Pascal Boniface is the director of the /Institut
de Relations Internationales et Stratégiques/
(IRIS) in Paris, a think tank linked to the
Socialist Party. In April 2001, he wrote a note
for PS general secretary François Hollande
urging the party to overcome its fear of taking a
clear position on Palestine. As a professor, he
was witness to students' growing sympathy for the
Palestinians and outrage at their treatment. To
the party's fears of "losing the Jewish vote",
Boniface replied that making policy according to
the wishes of a "community" constituency was not
only unprincipled, but in the long run dangerous.
The conspicuous influence of the organized Jewish
community on policy, he warned, could only
inspire the rise of an opposing lobby based in
the much larger Muslim community. This threatened
to divide France along ethnic or religious
community lines, a prospect deeply dreaded by Socialists.
For having made this observation, Boniface became
the target of a campaign led by Jewish
commentators and organizations which came close
to destroying his career, even though he is a
stalwart defender of Israel and his views on the
Middle East conflict are quite moderate. However,
he is still there, and the upshot of the incident
may be that, in France as in the United States,
impatience is growing with the lobby even in
mainstream circles, and even in the Socialist
Party, which is traditionally Israel's strongest supporter.
*Human rights*
These days, nobody can defend Israel's actions in
the occupied territories of Palestine.
Distraction rather than defense is the pro-Israel
strategy. Attention is focused on the Iranian
"threat to Israel's existence" or else on Darfur,
where many more people are being killed. All
three leading French candidates have signed onto
the promise to "do something" about Darfur,
probably economic sanctions against Sudan. If the
younger generation is sensitive to the plight of
the Palestinians, it is also very sensitive to
human rights in general, and scornful of political realism.

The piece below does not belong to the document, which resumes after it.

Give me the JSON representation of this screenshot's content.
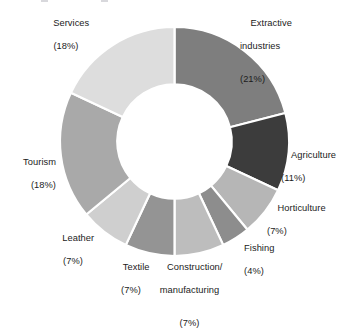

Sarkozy did nothing to improve his chances with
his obsequious performance in Washington. His
handshake with George W. Bush is the favorite
illustration on the "anybody but Sarkozy" web
sites. If he should become president, the
right-wing candidate would certainly love to
fortify an alliance with George W. and the
neo-conservatives. But in all probability, they
won't be there much longer. Sarkozy will have
arrived too late. On the other hand, Ségolène
Royal paints a glowing picture of a future
presidential sisterhood with President Hillary
Clinton. It is not clear whether she has taken
the full measure of Hillary's dismal foreign policy outlook.